All five goals of STFM’s strategic plan address innovation directly or indirectly, to varying degrees. The STFM 2013 Annual Report documents remarkable progress in innovation. Yet, most STFM members have had little or no training in developing innovations during their formal education. Furthermore, STFM’s achievements were made without developing any formal governance policies on open innovation.

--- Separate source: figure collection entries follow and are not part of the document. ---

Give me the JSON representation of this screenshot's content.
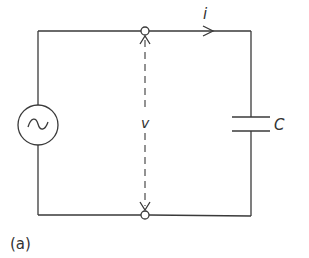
{
  "figure": {
    "caption": "(a)"
  },
  "labels": {
    "current": "i",
    "voltage": "v",
    "capacitor": "C"
  },
  "components": [
    {
      "type": "ac-voltage-source",
      "symbol": "~"
    },
    {
      "type": "capacitor",
      "label": "C"
    },
    {
      "type": "terminal",
      "position": "top"
    },
    {
      "type": "terminal",
      "position": "bottom"
    }
  ],
  "colors": {
    "line": "#3a3a3a",
    "text": "#333333",
    "background": "#ffffff"
  }
}
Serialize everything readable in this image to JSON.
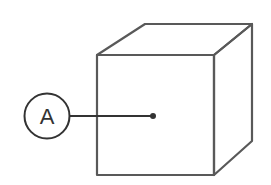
{
  "diagram": {
    "type": "cube-with-callout",
    "callout": {
      "label": "A",
      "target": "front-face-center"
    },
    "colors": {
      "stroke": "#555555",
      "background": "#ffffff",
      "label": "#333333"
    }
  }
}
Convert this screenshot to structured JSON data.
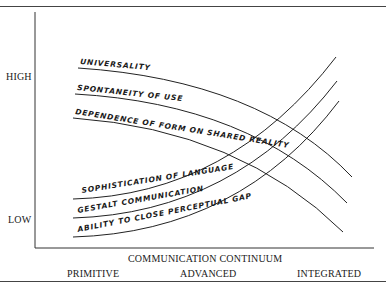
{
  "diagram": {
    "y_axis": {
      "high_label": "HIGH",
      "low_label": "LOW"
    },
    "x_axis": {
      "title": "COMMUNICATION CONTINUUM",
      "stages": [
        "PRIMITIVE",
        "ADVANCED",
        "INTEGRATED"
      ]
    },
    "declining_curves": [
      {
        "label": "UNIVERSALITY"
      },
      {
        "label": "SPONTANEITY OF USE"
      },
      {
        "label": "DEPENDENCE OF FORM ON SHARED REALITY"
      }
    ],
    "rising_curves": [
      {
        "label": "SOPHISTICATION OF LANGUAGE"
      },
      {
        "label": "GESTALT COMMUNICATION"
      },
      {
        "label": "ABILITY TO CLOSE PERCEPTUAL GAP"
      }
    ]
  }
}
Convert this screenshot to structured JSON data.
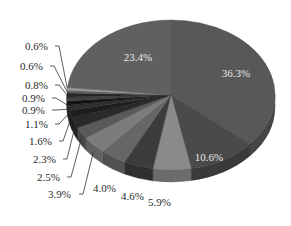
{
  "chart_data": {
    "type": "pie",
    "style": "3d-grayscale",
    "title": "",
    "legend": "none",
    "start_angle_deg": 0,
    "direction": "clockwise",
    "slices": [
      {
        "label": "36.3%",
        "value": 36.3,
        "color": "#585858",
        "label_pos": "inside"
      },
      {
        "label": "10.6%",
        "value": 10.6,
        "color": "#4a4a4a",
        "label_pos": "inside"
      },
      {
        "label": "5.9%",
        "value": 5.9,
        "color": "#8a8a8a",
        "label_pos": "outside"
      },
      {
        "label": "4.6%",
        "value": 4.6,
        "color": "#3c3c3c",
        "label_pos": "outside"
      },
      {
        "label": "4.0%",
        "value": 4.0,
        "color": "#666666",
        "label_pos": "outside"
      },
      {
        "label": "3.9%",
        "value": 3.9,
        "color": "#7c7c7c",
        "label_pos": "outside"
      },
      {
        "label": "2.5%",
        "value": 2.5,
        "color": "#5a5a5a",
        "label_pos": "outside"
      },
      {
        "label": "2.3%",
        "value": 2.3,
        "color": "#2a2a2a",
        "label_pos": "outside"
      },
      {
        "label": "1.6%",
        "value": 1.6,
        "color": "#1e1e1e",
        "label_pos": "outside"
      },
      {
        "label": "1.1%",
        "value": 1.1,
        "color": "#303030",
        "label_pos": "outside"
      },
      {
        "label": "0.9%",
        "value": 0.9,
        "color": "#141414",
        "label_pos": "outside"
      },
      {
        "label": "0.9%",
        "value": 0.9,
        "color": "#404040",
        "label_pos": "outside"
      },
      {
        "label": "0.8%",
        "value": 0.8,
        "color": "#262626",
        "label_pos": "outside"
      },
      {
        "label": "0.6%",
        "value": 0.6,
        "color": "#5e5e5e",
        "label_pos": "outside"
      },
      {
        "label": "0.6%",
        "value": 0.6,
        "color": "#9a9a9a",
        "label_pos": "outside"
      },
      {
        "label": "23.4%",
        "value": 23.4,
        "color": "#606060",
        "label_pos": "inside"
      }
    ],
    "values": [
      36.3,
      10.6,
      5.9,
      4.6,
      4.0,
      3.9,
      2.5,
      2.3,
      1.6,
      1.1,
      0.9,
      0.9,
      0.8,
      0.6,
      0.6,
      23.4
    ],
    "categories": [
      "36.3%",
      "10.6%",
      "5.9%",
      "4.6%",
      "4.0%",
      "3.9%",
      "2.5%",
      "2.3%",
      "1.6%",
      "1.1%",
      "0.9%",
      "0.9%",
      "0.8%",
      "0.6%",
      "0.6%",
      "23.4%"
    ]
  },
  "layout": {
    "cx": 171,
    "cy": 95,
    "rx": 104,
    "ry": 75,
    "depth": 12,
    "outside_labels": [
      {
        "idx": 2,
        "x": 148,
        "y": 206,
        "anchor": "start"
      },
      {
        "idx": 3,
        "x": 121,
        "y": 200,
        "anchor": "start"
      },
      {
        "idx": 4,
        "x": 93,
        "y": 192,
        "anchor": "start"
      },
      {
        "idx": 5,
        "x": 48,
        "y": 198,
        "anchor": "start",
        "lx": 79
      },
      {
        "idx": 6,
        "x": 37,
        "y": 181,
        "anchor": "start",
        "lx": 67
      },
      {
        "idx": 7,
        "x": 33,
        "y": 163,
        "anchor": "start",
        "lx": 63
      },
      {
        "idx": 8,
        "x": 29,
        "y": 145,
        "anchor": "start",
        "lx": 59
      },
      {
        "idx": 9,
        "x": 25,
        "y": 128,
        "anchor": "start",
        "lx": 55
      },
      {
        "idx": 10,
        "x": 22,
        "y": 114,
        "anchor": "start",
        "lx": 52
      },
      {
        "idx": 11,
        "x": 22,
        "y": 102,
        "anchor": "start",
        "lx": 52
      },
      {
        "idx": 12,
        "x": 25,
        "y": 89,
        "anchor": "start",
        "lx": 55
      },
      {
        "idx": 13,
        "x": 20,
        "y": 70,
        "anchor": "start",
        "lx": 50
      },
      {
        "idx": 14,
        "x": 25,
        "y": 50,
        "anchor": "start",
        "lx": 55
      }
    ],
    "inside_labels": [
      {
        "idx": 0,
        "x": 236,
        "y": 77
      },
      {
        "idx": 1,
        "x": 209,
        "y": 161
      },
      {
        "idx": 15,
        "x": 138,
        "y": 61
      }
    ]
  }
}
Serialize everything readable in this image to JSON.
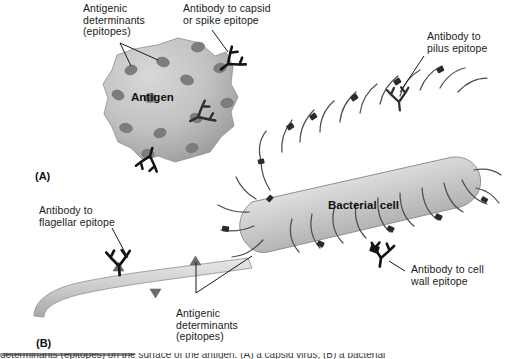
{
  "figure": {
    "background_color": "#ffffff",
    "ink_color": "#1a1a1a"
  },
  "panels": [
    {
      "tag": "(A)",
      "name": "panel-a-antigen",
      "x": 35,
      "y": 170
    },
    {
      "tag": "(B)",
      "name": "panel-b-bacterial-cell",
      "x": 36,
      "y": 337
    }
  ],
  "labels": {
    "antigenic_determinants_top": "Antigenic\ndeterminants\n(epitopes)",
    "antibody_capsid": "Antibody to capsid\nor spike epitope",
    "antibody_pilus": "Antibody to\npilus epitope",
    "antibody_flagellar": "Antibody to\nflagellar epitope",
    "antibody_cell_wall": "Antibody to cell\nwall epitope",
    "antigenic_determinants_bottom": "Antigenic\ndeterminants\n(epitopes)"
  },
  "inline_labels": {
    "antigen": "Antigen",
    "bacterial_cell": "Bacterial cell"
  },
  "caption": {
    "text": "determinants (epitopes) on the surface of the antigen. (A) a capsid virus; (B) a bacterial"
  },
  "colors": {
    "antigen_fill_light": "#c9c9c9",
    "antigen_fill_dark": "#9a9a9a",
    "epitope_fill": "#7a7a7a",
    "cell_fill_light": "#f2f2f2",
    "cell_fill_dark": "#9d9d9d",
    "pilus_stroke": "#4a4a4a",
    "antibody_dark": "#111111",
    "antibody_mid": "#3a3a3a",
    "flagellum_fill": "#cfcfcf",
    "leader_line": "#1a1a1a"
  },
  "structures": {
    "antigen": {
      "name": "antigen-blob",
      "epitope_count": 13,
      "bound_antibodies": 3
    },
    "bacterial_cell": {
      "name": "bacterial-rod",
      "pilus_count": 26,
      "pilus_epitopes": 12,
      "bound_antibodies": 2
    },
    "flagellum": {
      "name": "flagellum",
      "triangle_epitopes": 3,
      "bound_antibodies": 1
    }
  }
}
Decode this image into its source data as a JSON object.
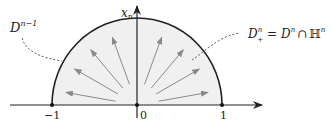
{
  "labels": {
    "boundary": "D",
    "boundary_sup": "n−1",
    "halfdisk_lhs": "D",
    "halfdisk_sup": "n",
    "halfdisk_sub": "+",
    "halfdisk_eq": "=",
    "halfdisk_rhs_D": "D",
    "halfdisk_rhs_sup": "n",
    "halfdisk_cap": "∩",
    "halfdisk_H": "ℍ",
    "halfdisk_H_sup": "n",
    "axis_var": "x",
    "axis_var_sub": "n",
    "tick_neg1": "−1",
    "tick_0": "0",
    "tick_1": "1"
  },
  "arrows_angles_deg": [
    10,
    30,
    50,
    70,
    110,
    130,
    150,
    170
  ],
  "colors": {
    "fill": "#f0f0f0",
    "arrow": "#8a8a8a",
    "boundary": "#222222",
    "axis": "#222222"
  }
}
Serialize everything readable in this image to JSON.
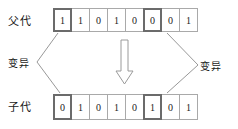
{
  "diagram": {
    "parent_row": {
      "label": "父代",
      "genes": [
        "1",
        "1",
        "0",
        "1",
        "0",
        "0",
        "0",
        "1"
      ],
      "mutated_indices": [
        0,
        5
      ]
    },
    "child_row": {
      "label": "子代",
      "genes": [
        "0",
        "1",
        "0",
        "1",
        "0",
        "1",
        "0",
        "1"
      ],
      "mutated_indices": [
        0,
        5
      ]
    },
    "annotations": {
      "mutation_left": "变异",
      "mutation_right": "变异"
    },
    "arrow": {
      "direction": "down",
      "style": "hollow-block-arrow"
    },
    "colors": {
      "cell_border": "#a9a9a9",
      "highlight_border": "#6b6b6b",
      "connector_line": "#8c8c8c",
      "text": "#222222",
      "background": "#ffffff"
    }
  }
}
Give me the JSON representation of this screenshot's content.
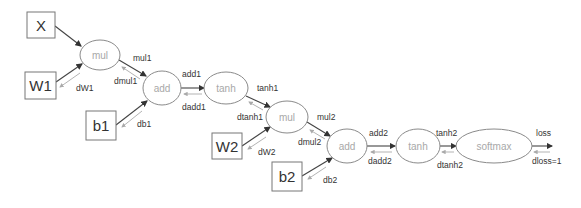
{
  "diagram": {
    "inputs": [
      {
        "id": "X",
        "label": "X",
        "x": 27,
        "y": 12,
        "w": 28,
        "h": 26
      },
      {
        "id": "W1",
        "label": "W1",
        "x": 25,
        "y": 72,
        "w": 31,
        "h": 27
      },
      {
        "id": "b1",
        "label": "b1",
        "x": 86,
        "y": 111,
        "w": 30,
        "h": 29
      },
      {
        "id": "W2",
        "label": "W2",
        "x": 212,
        "y": 133,
        "w": 30,
        "h": 26
      },
      {
        "id": "b2",
        "label": "b2",
        "x": 272,
        "y": 162,
        "w": 30,
        "h": 29
      }
    ],
    "ops": [
      {
        "id": "mul1",
        "label": "mul",
        "cx": 100,
        "cy": 55,
        "rx": 20,
        "ry": 15
      },
      {
        "id": "add1",
        "label": "add",
        "cx": 162,
        "cy": 88,
        "rx": 19,
        "ry": 17
      },
      {
        "id": "tanh1",
        "label": "tanh",
        "cx": 227,
        "cy": 88,
        "rx": 22,
        "ry": 16
      },
      {
        "id": "mul2",
        "label": "mul",
        "cx": 287,
        "cy": 117,
        "rx": 21,
        "ry": 16
      },
      {
        "id": "add2",
        "label": "add",
        "cx": 347,
        "cy": 146,
        "rx": 20,
        "ry": 17
      },
      {
        "id": "tanh2",
        "label": "tanh",
        "cx": 418,
        "cy": 146,
        "rx": 22,
        "ry": 17
      },
      {
        "id": "softmax",
        "label": "softmax",
        "cx": 494,
        "cy": 146,
        "rx": 38,
        "ry": 17
      }
    ],
    "edges": [
      {
        "from": "X",
        "to": "mul1",
        "fwd": "",
        "bwd": "",
        "fwd_pos": null,
        "bwd_pos": null
      },
      {
        "from": "W1",
        "to": "mul1",
        "fwd": "",
        "bwd": "dW1",
        "fwd_pos": null,
        "bwd_pos": [
          76,
          89
        ]
      },
      {
        "from": "mul1",
        "to": "add1",
        "fwd": "mul1",
        "bwd": "dmul1",
        "fwd_pos": [
          133,
          59
        ],
        "bwd_pos": [
          114,
          82
        ]
      },
      {
        "from": "b1",
        "to": "add1",
        "fwd": "",
        "bwd": "db1",
        "fwd_pos": null,
        "bwd_pos": [
          137,
          125
        ]
      },
      {
        "from": "add1",
        "to": "tanh1",
        "fwd": "add1",
        "bwd": "dadd1",
        "fwd_pos": [
          182,
          76
        ],
        "bwd_pos": [
          182,
          109
        ]
      },
      {
        "from": "tanh1",
        "to": "mul2",
        "fwd": "tanh1",
        "bwd": "dtanh1",
        "fwd_pos": [
          258,
          89
        ],
        "bwd_pos": [
          237,
          118
        ]
      },
      {
        "from": "W2",
        "to": "mul2",
        "fwd": "",
        "bwd": "dW2",
        "fwd_pos": null,
        "bwd_pos": [
          258,
          153
        ]
      },
      {
        "from": "mul2",
        "to": "add2",
        "fwd": "mul2",
        "bwd": "dmul2",
        "fwd_pos": [
          317,
          118
        ],
        "bwd_pos": [
          298,
          143
        ]
      },
      {
        "from": "b2",
        "to": "add2",
        "fwd": "",
        "bwd": "db2",
        "fwd_pos": null,
        "bwd_pos": [
          323,
          181
        ]
      },
      {
        "from": "add2",
        "to": "tanh2",
        "fwd": "add2",
        "bwd": "dadd2",
        "fwd_pos": [
          370,
          134
        ],
        "bwd_pos": [
          368,
          162
        ]
      },
      {
        "from": "tanh2",
        "to": "softmax",
        "fwd": "tanh2",
        "bwd": "dtanh2",
        "fwd_pos": [
          436,
          134
        ],
        "bwd_pos": [
          437,
          166
        ]
      },
      {
        "from": "softmax",
        "to": "loss",
        "fwd": "loss",
        "bwd": "dloss=1",
        "fwd_pos": [
          536,
          134
        ],
        "bwd_pos": [
          532,
          162
        ]
      }
    ]
  }
}
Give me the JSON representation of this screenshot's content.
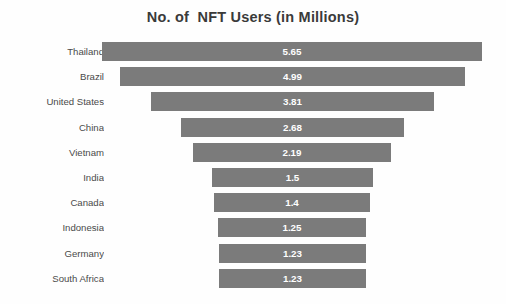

Propose Faculty Development Programs on Innovation
Innovation and leadership development are complementary and separate skill sets. We need faculty development programs for both skills sets, so that we can create an academic home to accelerate our organizational development.1 STFM needs a formalized and structured faculty development process to enhance our capabilities and capacities to develop innovations that build on our significant achievements. What if STFM considered the need for faculty development programs on open innovation to be as important as leadership development?
Foster Open Innovation
Translating this business concept to health care, open innovation involves:
- Creating new processes, methods, programs, services and products through the collaborative and boundary-less exchange of ideas, between silos within and across organizations, communities, networks and systems2,3
- Enhancing free-flowing dialogues, inclusive participation and transparent accountability in ways that cultivate bottom-up, horizontal and top-down organizational synergies4,5
- Coordinating a pro-active, comprehensive and ongoing change management process to foster a membership-wide process of creating leadership, administrative, educational, research, and clinical innovations, such as catalytic innovations.